Top-down biology

Laboratories are slow and expensive. It takes weeks to iterate and costs thousands. Data is poor. Noise is abundant. Signal is weak.

We desire some high-level outcome — a new phenotype, a treatment for some disease, a higher yield — and we push downwards into the exploding complexity of the underlying mechanisms to find a path.

This is top-down biology. But what if we instead did biology from the bottom up?

In silico biology

We now enter the world of in silico experiments — simulating biochemistry in software. But biochemistry exists in the layers between particle physics and medicine. It’s the messy middle where we aren’t quite sure of anything.

We have approximations and heuristics, but we’re mired in complexity and uncertainty. Without a clear model, simulating biochemistry is really hard.

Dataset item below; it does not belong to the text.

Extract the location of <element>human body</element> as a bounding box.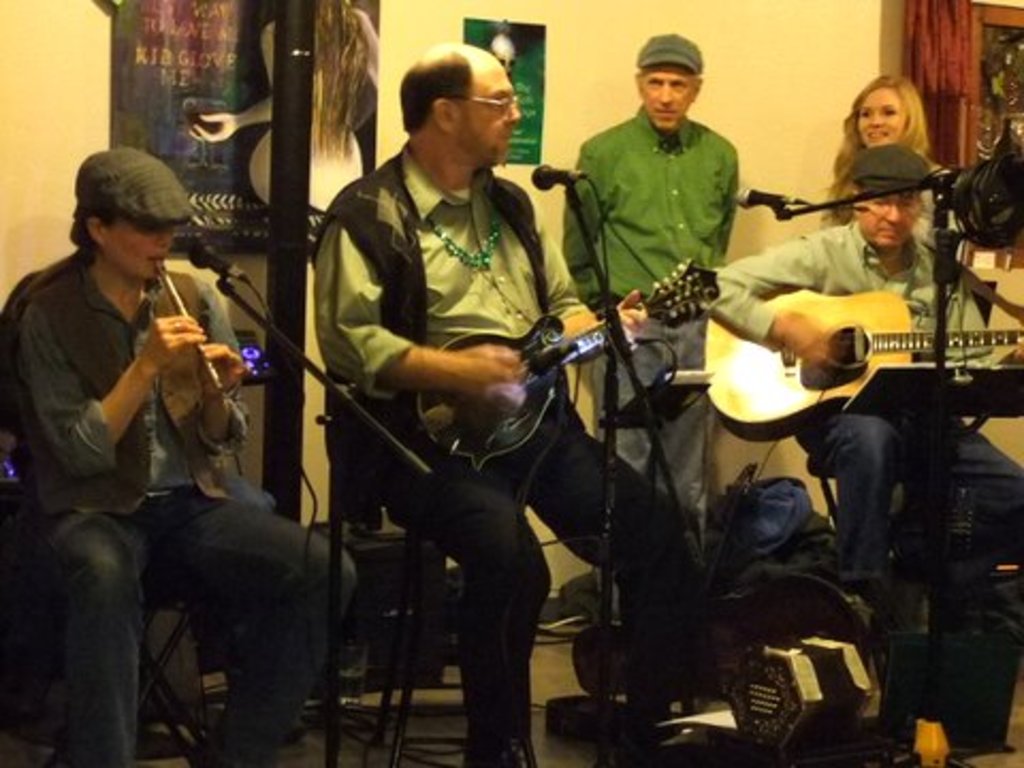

With enough data, we can train models (e.g. AlphaFold), but we don’t usually have enough data. And the data we do have is heavily biased, noisy, and difficult to represent.

So we go lower.

Simulating biology from the bottom up

Let’s simulate life from the underlying physics. Laws of motion, thermodynamics, and particle interaction. This is biology from the bottom up.

We have reduced the complexity by expanding the scale — trillions of tractable computations replacing uncertain abstracted models. We’re following every particle and every step in time and keeping track of the overall system.

But we’re limited by compute.

Even with the power of modern accelerated hardware, we still have orders of magnitude more floating point operations than we can process in a reasonable time.

But we’ve circumvented the uncertainty of dynamics and imprecision of measurement with a gargantuan computing task. We’ve substituted base pairs with bits.

Now we can approximate and find structure. Then we can begin to optimise.

Transforming bioengineering into software engineering

The biggest breakthroughs in bioengineering and healthcare will come from exploiting the complex multi-level feedback loops of regulatory networks and electrochemical interactions.

In vitro experiments are simply too slow and expensive to explore that search space. This is partly why it takes hundreds of scientists decades of work and billions of dollars to develop new drugs. And it’s why those drugs mostly suck.

We need drastically higher temporal and spatial precision to be able to actually find signal in those systems. We probably need better hardware for that. 

But then we can use that high-precision data to actually model the cell.

Once we have somewhat reliable models of cellular biology, we can create a data flywheel between the in silico and the in vitro, decreasing the simulation error over time.

The computability of a cell

If there’s enough information in particle physics + DNA to produce all the cellular behaviour we observe, then the limit is really computation. As far as I can find, everyone considers this an impossible problem. This is a strong signal that we’re missing something.

What bounds do the laws of physics (and Chaos Theory and Information Theory) place on the computability of cellular biology? What is an upper bound on the FLOPs needed to simulate the molecular dynamics of biological cells?